How Green Was My Valley (1941) / The Magic Bow (1946) / Marriage Story (2019) / Trio (1950) / Jumanji The Next Level (2019) / I Know Where I'm Going! (1945) / Tombstone (1993)
How Green Was My Valley (1941) Artistry suffuses every frame of Ford's expertly realized story of hope and loss (personal and community) in a Welsh mining community. Sentimental in the best sense, the collective talent in front and behind camera makes for supreme entertainment.
The Magic Bow (1946) Despite lengthy and captivating musical
interludes, this Gainsborough biography of Paganini fails to realize
its potential and feels curiously flat and fragmented. Without the
flights of melodramatic fantasy, script and cast flounder amid the
period artifice.
Marriage Story (2019) Intense, heartfelt, uncompromising detail
of the breakdown of a marriage, alternating the cruelty and love still
bounded in the relationship between two fragile, desperate people.
Bravely vulnerable Scarlett Johansson and Adam Driver provide emotion
and dark humor.
Trio (1950) Somerset Maugham stories provide
unassuming portraits of characters facing turning points in their lives.
Detail and subtlety provide the most compelling strengths and gleaming
visuals are evocative - and yet individual moments remain more
persuasive than the whole.
Jumanji The Next Level (2019) In essence, a remake of the 2017
reimagining with the paucity of original ideas tempered by the likeable
cast. Interest and comedy further enhanced by Awkwafina, Danny DeVito
and Danny Glover, yet the narrative mechanics creak too easily into
view.
I Know Where I'm Going! (1945) There's a genuine rush embodied by
Wendy Hiller's independent heroine who collides with the poetry of
Scottish legend in bursts of humour, emotion and music. Beautifully
shot, packed with memorable characters, an enduring fable that never
dates.
Tombstone (1993) Aggressively cinematic and
overtly emotional, a gloriously melodramatic tale that ties appealing
performances to polished technical work and a rich, dramatically acute
score by Bruce Broughton. A powerful, sensory experience in the cinema,
it remains as exciting and moving in any realm.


Your goal:
Return verbatim the lines that run from the one holding "Locate an element" to the end of the listing, both ends included, without the pictures.

Task input:

——————

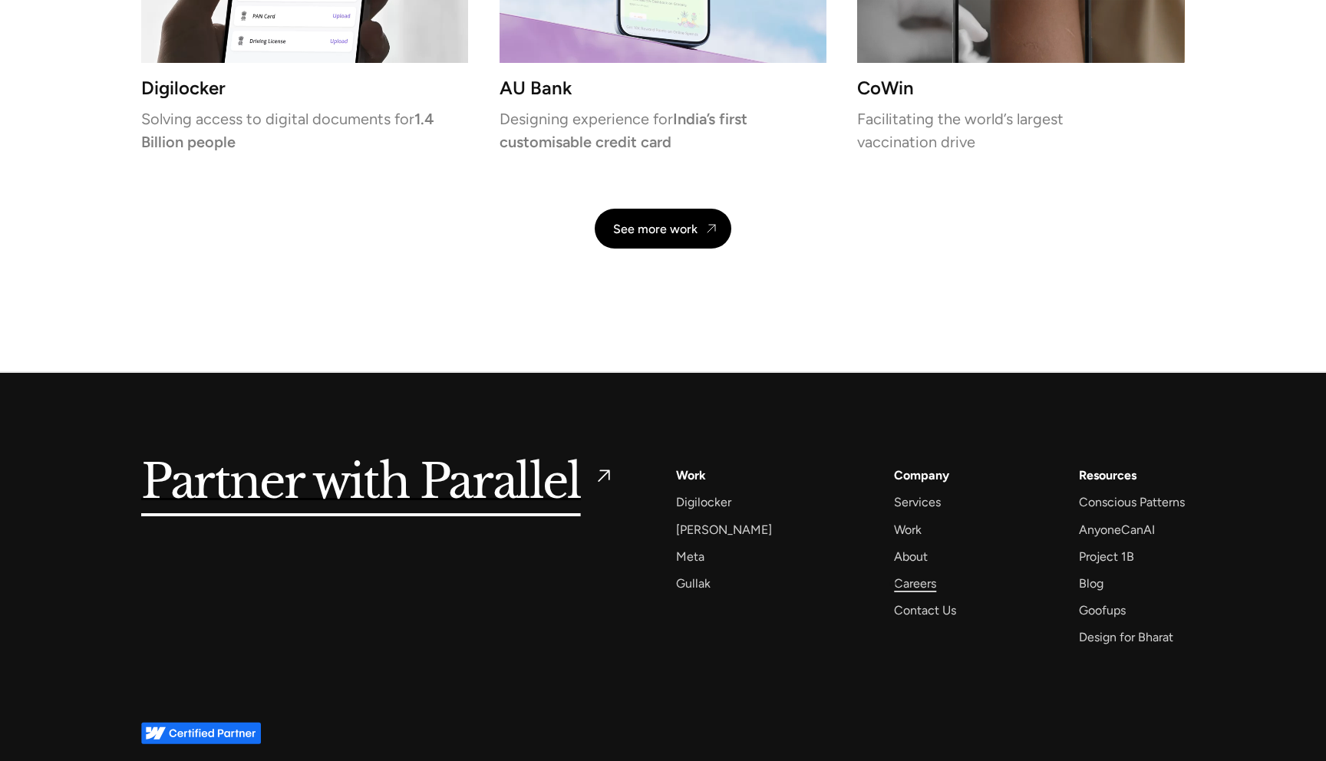 This screenshot has width=1326, height=761. What do you see at coordinates (663, 229) in the screenshot?
I see `a: See more work` at bounding box center [663, 229].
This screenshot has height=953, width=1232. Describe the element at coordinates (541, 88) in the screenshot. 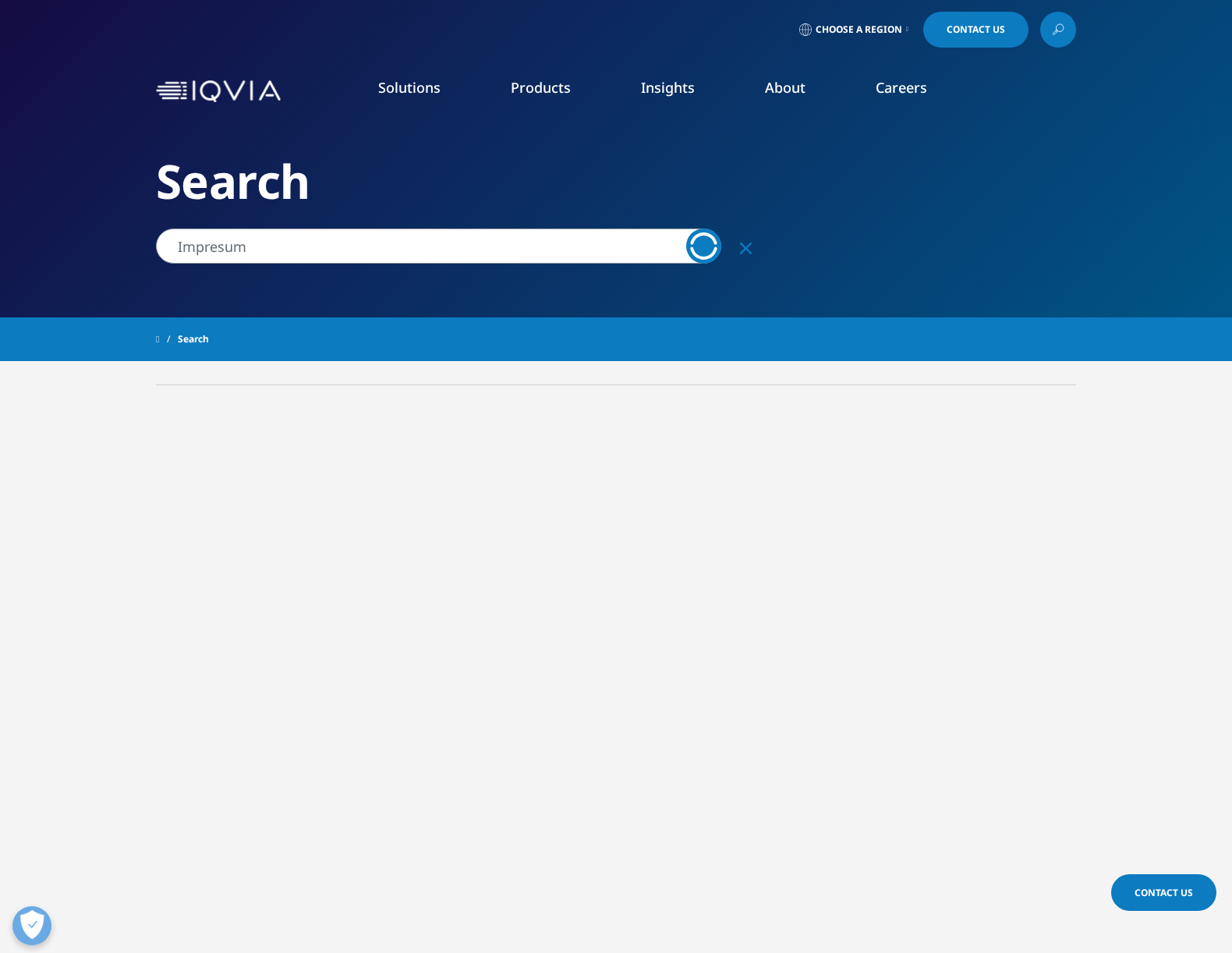

I see `a: Products` at that location.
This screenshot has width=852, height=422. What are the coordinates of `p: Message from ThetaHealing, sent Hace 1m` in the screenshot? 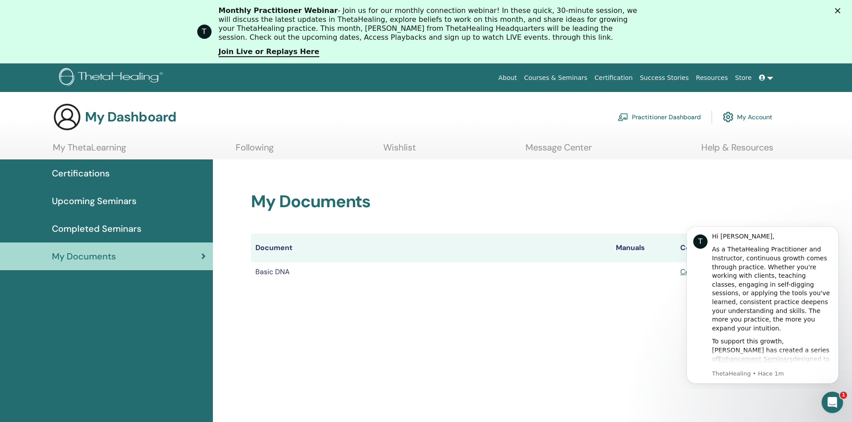 It's located at (99, 156).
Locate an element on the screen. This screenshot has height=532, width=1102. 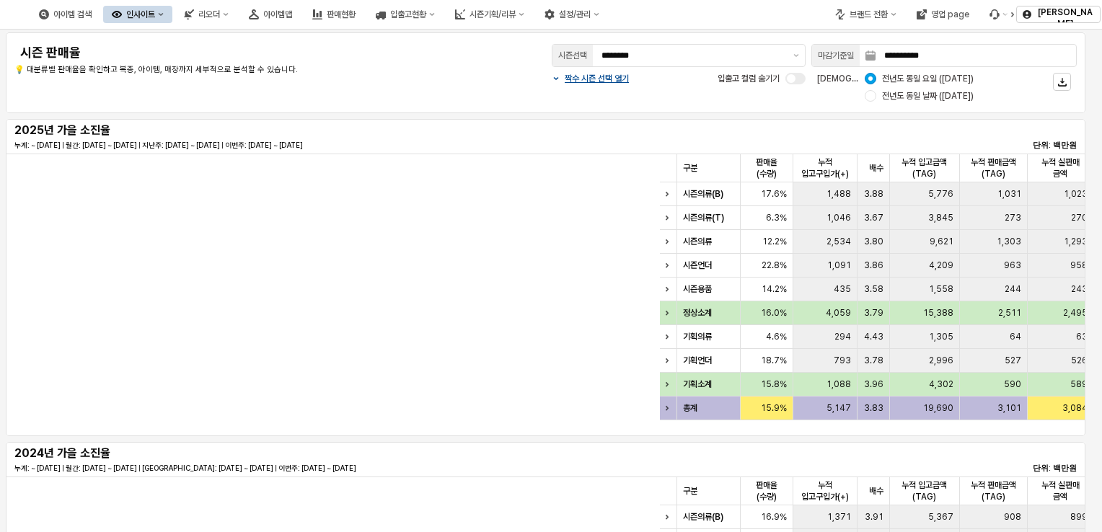
span: 1,023 is located at coordinates (1075, 194).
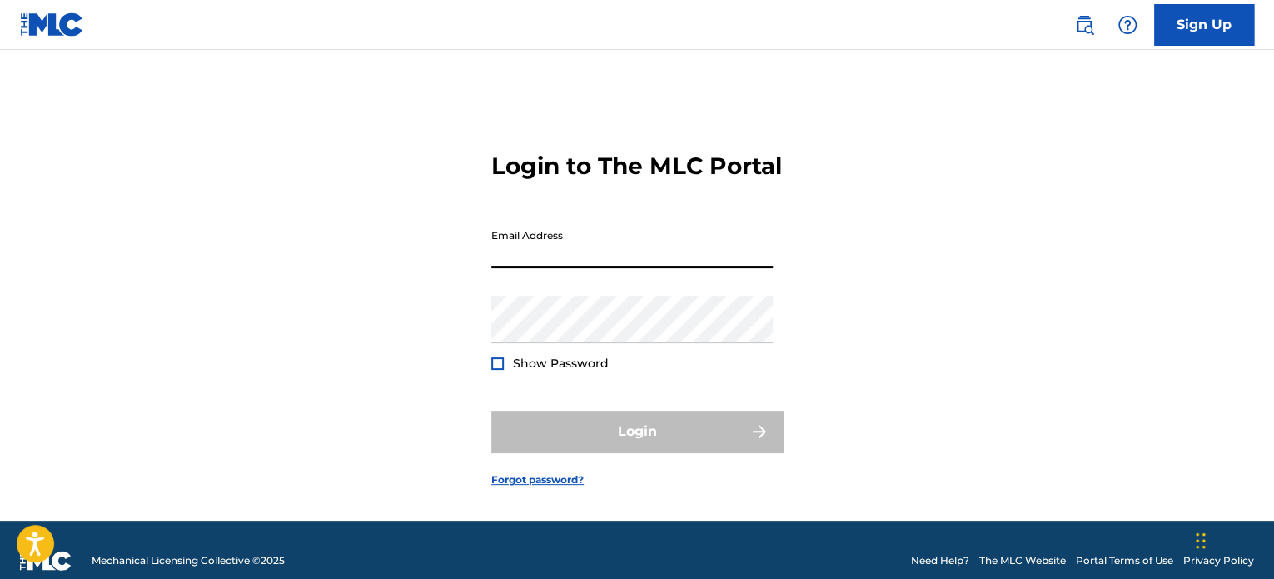 Image resolution: width=1274 pixels, height=579 pixels. Describe the element at coordinates (1232, 539) in the screenshot. I see `div: Chat Widget` at that location.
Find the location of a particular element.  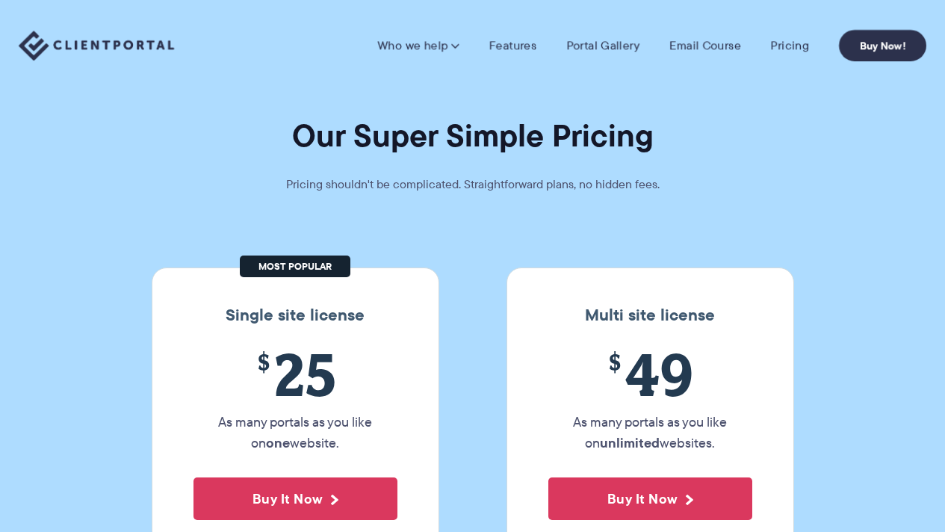

a: Email Course is located at coordinates (705, 46).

——————

Your response:
Locate an element on the screen. This screenshot has height=532, width=1102. 
span: 1,023 is located at coordinates (1075, 194).
 Image resolution: width=1274 pixels, height=579 pixels. Describe the element at coordinates (1232, 539) in the screenshot. I see `div: Chat Widget` at that location.
Find the location of a particular element.  

a: Email Course is located at coordinates (705, 46).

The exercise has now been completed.